—Grace
I am God’s child. I place my life in the care of God. I am one with God and the universe. God, I can’t, but You can, so please do. If He’s too far removed, who moved? If you’re trying to pray, it’s praying. Let go and let God. I am powerless over people. I am powerless over my children. I am powerless over drugs. I believe in a power greater than me. Faith without works is dead. Faith is spelled a-c-t-i-o-n. When we do all the talking, we learn what we know. We are only as sick as our secrets. We either are or we aren’t. Where we go, there we are. Sponsors: Use one. Help is a call away. I help others by asking for help. Drugs: an equal choice destroyer. Do it sober. Easy does it, but do it. Don’t quit before the magic. Be grateful. Be sick and tired of being sick and tired. Before you say I can’t, say I try. Life starts when you stop. Listen like only the dying can. Lead me not into temptation, I can find it myself. I forgive myself for hurting myself and others. I forgive myself for letting others hurt me. I deserve to be loved by myself and others. I like myself. I love myself without condition. I accept love. I am not alone. I am able to change. I am the change I want to see. I am the one who makes me whole. Using is death. One hit is too many, a thousand is not enough. F.E.A.R. Frustration. Ego. Anxiety. Resentment. F.E.A.R. False. Expectations. Appear. Real. F.E.A.R. False. Evidence. Appears. Real. F.E.A.R. F—. Everything. And. Run. F.E.A.R. Face. Everything. And. Recover. Give time time. Give it away to keep it. Forgive to gain forgiveness. We didn’t get here on a winning streak. The choice is yours: Choose wise. There will be pain in your progress. The pain I might feel by remembering can’t be any worse than the pain I feel by knowing and not remembering. Have a good day, unless you planned to have a bad one. I am liked. I am loved. I am free. I am worthy. I am humble. I am happy. I am patient. I am valued. Just for today, I will be vulnerable with someone I trust. Just for today, I will respect my own and others’ boundaries. Just for today, I will act in a way that I would admire in someone else. Just for today, I will take one compliment and hold it in my heart for more than a fleeting second. Just for today, I will try and get a better view of my life. Just for today, I will be brave. Just for today, my recovery will be my world.
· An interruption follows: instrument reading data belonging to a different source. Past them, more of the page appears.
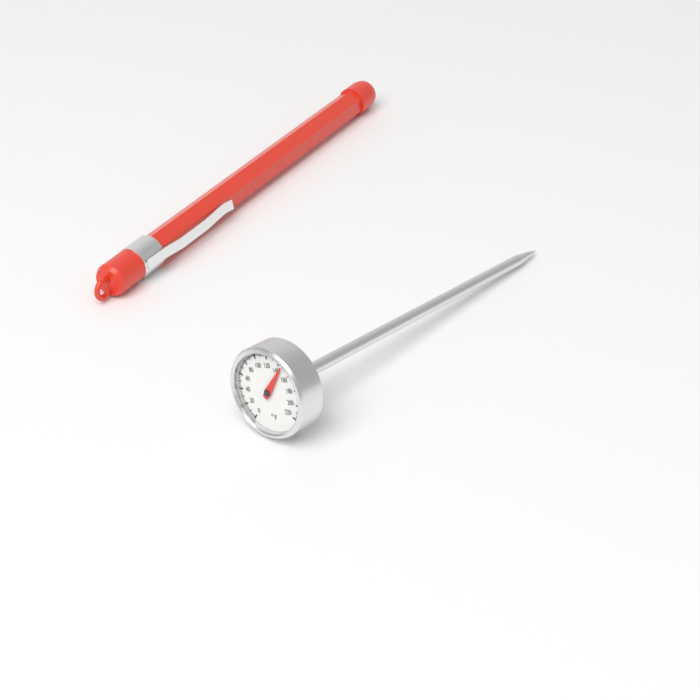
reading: 146 °F
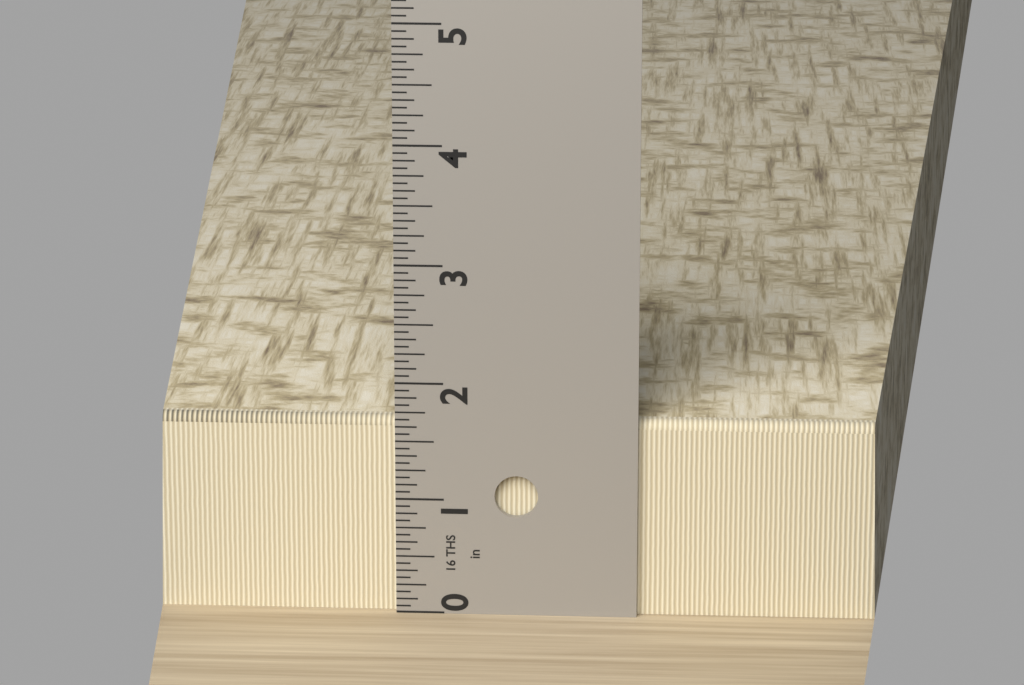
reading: 1.6875 in
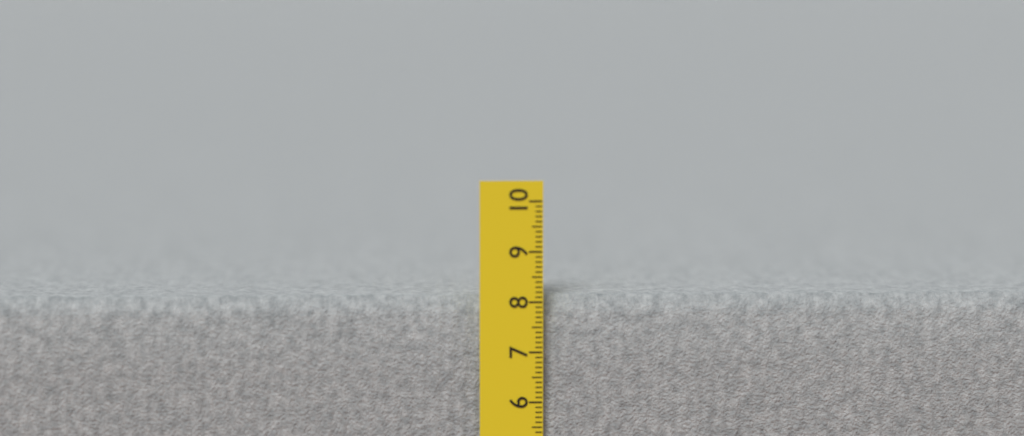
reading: 8.1 cm
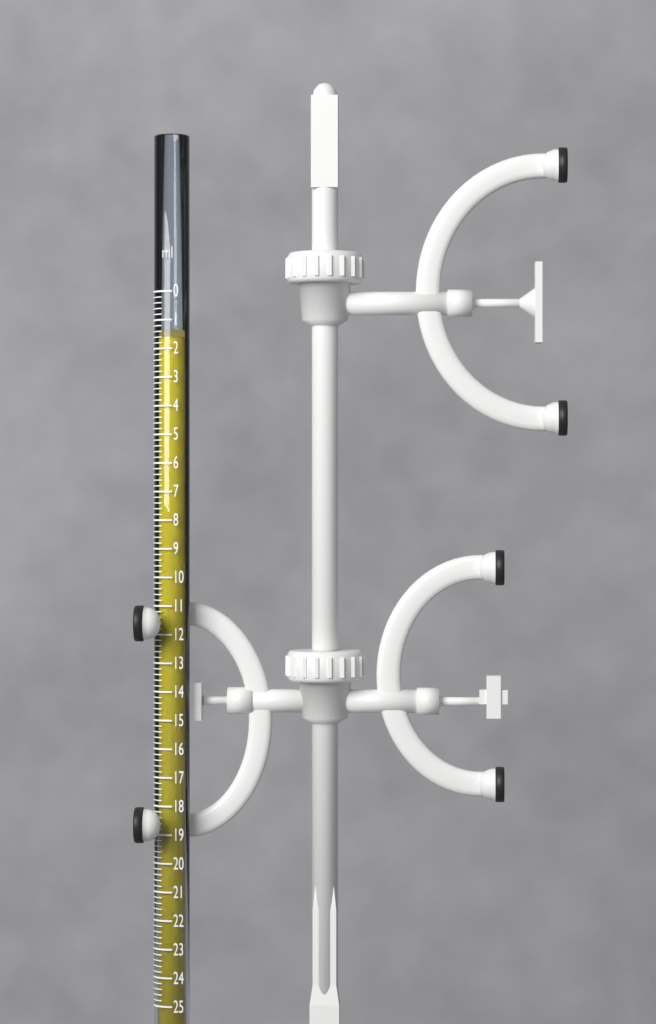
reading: 1.6 ml
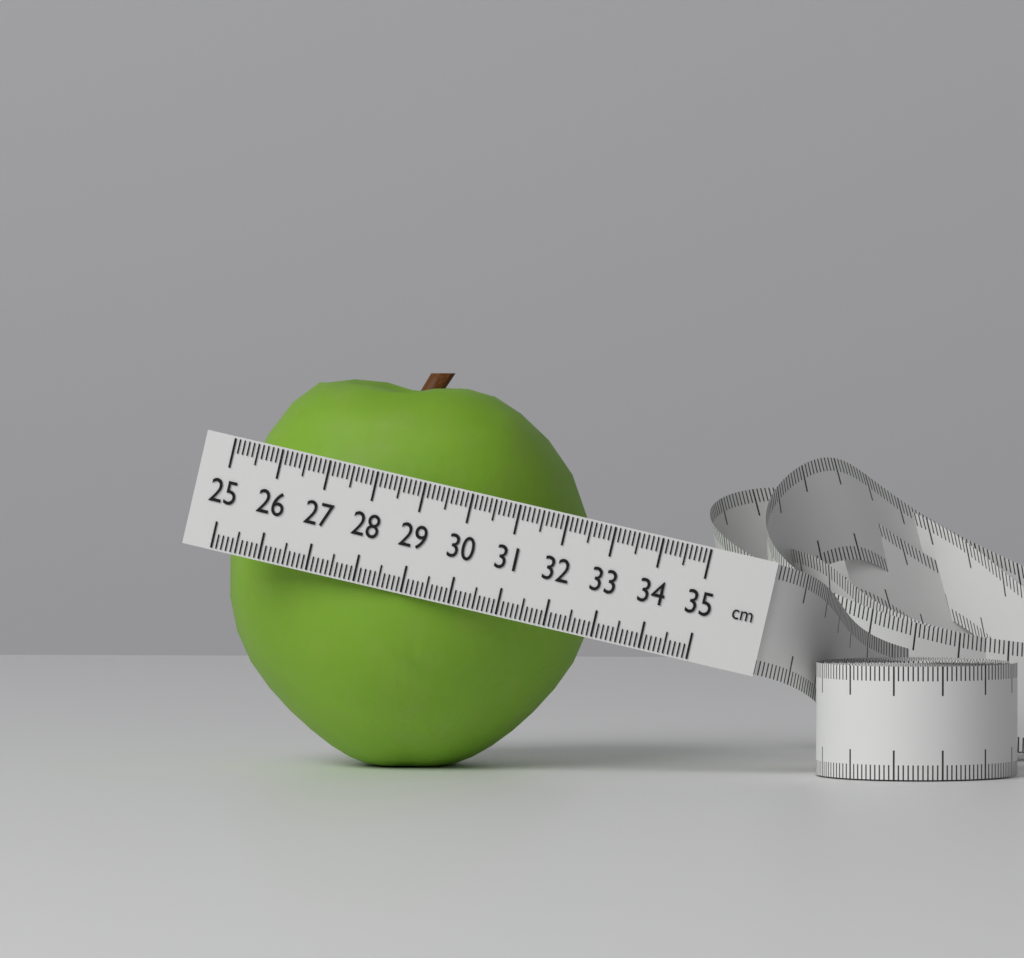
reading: 32.7 cm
I am human. I am full. I am new. I am good. I am strong.
If you’ve seen this place once, you’ve seen it forever: a windowless room with beige walls and gray tile and new residents serving meals. Today’s menu is yesterday’s, the day before—Cream of Wheat, poached eggs, and fruit juice in cups the same size they use to test our urine. I grab a tray and find an empty table near a girl who was new when I left. She chatters at a girl who, by her face, is too young for these scars. Maybe they gossip of an expert released one day who stumbled back in the next, of fast friends who won’t be friends outside these walls. Or maybe her story is the story of what happened to me. I pick at my plate, dump most of it, and loaf back to my tiny box. I unpack my bag and square my tenny shoes against the wall and as might my eldest—what will happen to my eldest?—leave my laces loosened just so. I hang the picture of my boys, my beloveds, from Canaan’s first birthday in the corner of the mirror, trace the picture’s scalloped edges, press them flat against the glass. Then I lie on my bunk and listen for rain. Here, when doesn’t it rain? Times it could have been the rain. They slip a note under my door for me to report to the office. There’s no need to fix my face, but I fix my face, and lope down the hall.
The counselor is squaring portraits on the wall of champions. She turns to me and hikes her frames up the slope of her nose. Her hair is wound into a fall-red bun.
Good morning, she says.
Good morning, I say.
Well I called you down to welcome you back. So, welcome back and I mean it, she says. Grace, we come to know there are much worse fates than this.
We do, I say. I do.
She reaches out to me—both hands. You have to leave it, she says. Leave it be and push on. Because it’s this time. Not ever the last time but this time that counts.
Yes, I say. Yes. This time this is it.